I thought of him when I saw the pancakes at the buffet in the mornings.

When I shivered at night, I remembered him slipping through my window to spoon until the break of dawn, his warmth surrounding me.

The old beat up maintenance truck on the resort rumbled and rattled like his.

The kids’ area at the resort boasted an air hockey table, like the one at the Wreck. Same colors even.

The boat at the activities’ shed had a beanbag in the back, like the one I’d slept in on the
Vitamin Sea.

The sky turned the color of his eyes during the afternoon storms that moved through most days.

And those damn paper planes showed up without fail every fucking morning.

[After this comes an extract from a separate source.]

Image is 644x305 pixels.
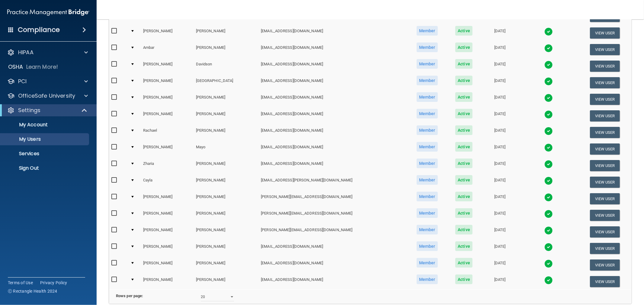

I was staring at them. Twelve of them strewn across my bed. Some were big and basic, the kind a second-grader might make. Others were smaller and intricately folded, mini fighter jets perhaps. Pieces of his angular handwriting peeked through on all of them.

Messages.

Words I’d been too angry, too scared, too raw to read.

Until now.

Tonight, I was tired of being on the tightrope, balancing anger on one hand and love—yes, goddamn it,
love
—on the other. I was tired and I was ready to fall. To let go of it all and just see where I landed. Discover which side was gonna win out in the end.

I ran my finger across the wing of a plane, the one that had showed up the first day. I didn’t quite remember the order they’d all been delivered to me—didn’t know if that mattered—but I remembered this one.

I had to give West credit. He hadn’t given up.

I hadn’t called, hadn’t texted, hadn’t looked at Facebook once.

No contact, yet the planes arrived faithfully each morning with a glass of orange juice.

He was a stubborn bastard, if nothing else.

Anticipation and nerves had my heart thudding heavily behind my ribs.

Biting my lower lip, I tugged apart the folds of the plane, smoothing the paper out as best I could. I didn’t read it right away. Instead, I grabbed the next one and repeated my actions. Unfolded, smoothed, added it to the pile.

When I had a stack of wrinkled notebook pages in my hand, I moved higher up the bed, stacking pillows behind me and leaning back against the carved-wood headboard.

My hand shook and my pulse hammered in my throat.

Somehow, it felt like these pages knew the answer. Like I was about to see what my future held.

West or no West.

I picked up the first one, tracing the creases his hands had made. The entire page was covered with the phrase
I love you,
written over and over again. Something shattered in my chest as some of the walls I’d thrown up to protect my heart cracked. A small PS message at the bottom said there was one
I love you
for each day since the morning I’d tried to save him from drowning.

One airplane listed all the parts of my body he wanted to kiss me, and I blushed in places I didn’t know I could blush. Another ranked the best places we’d had sex—the stairwell after the BBQ coming in at number one. Several apologized for not being a better boyfriend, not knowing what I needed, and letting me down. He promised to learn, listen harder, communicate more, do better. But he wasn’t giving up. He made that abundantly clear. He would be waiting for me when my plane landed, he swore.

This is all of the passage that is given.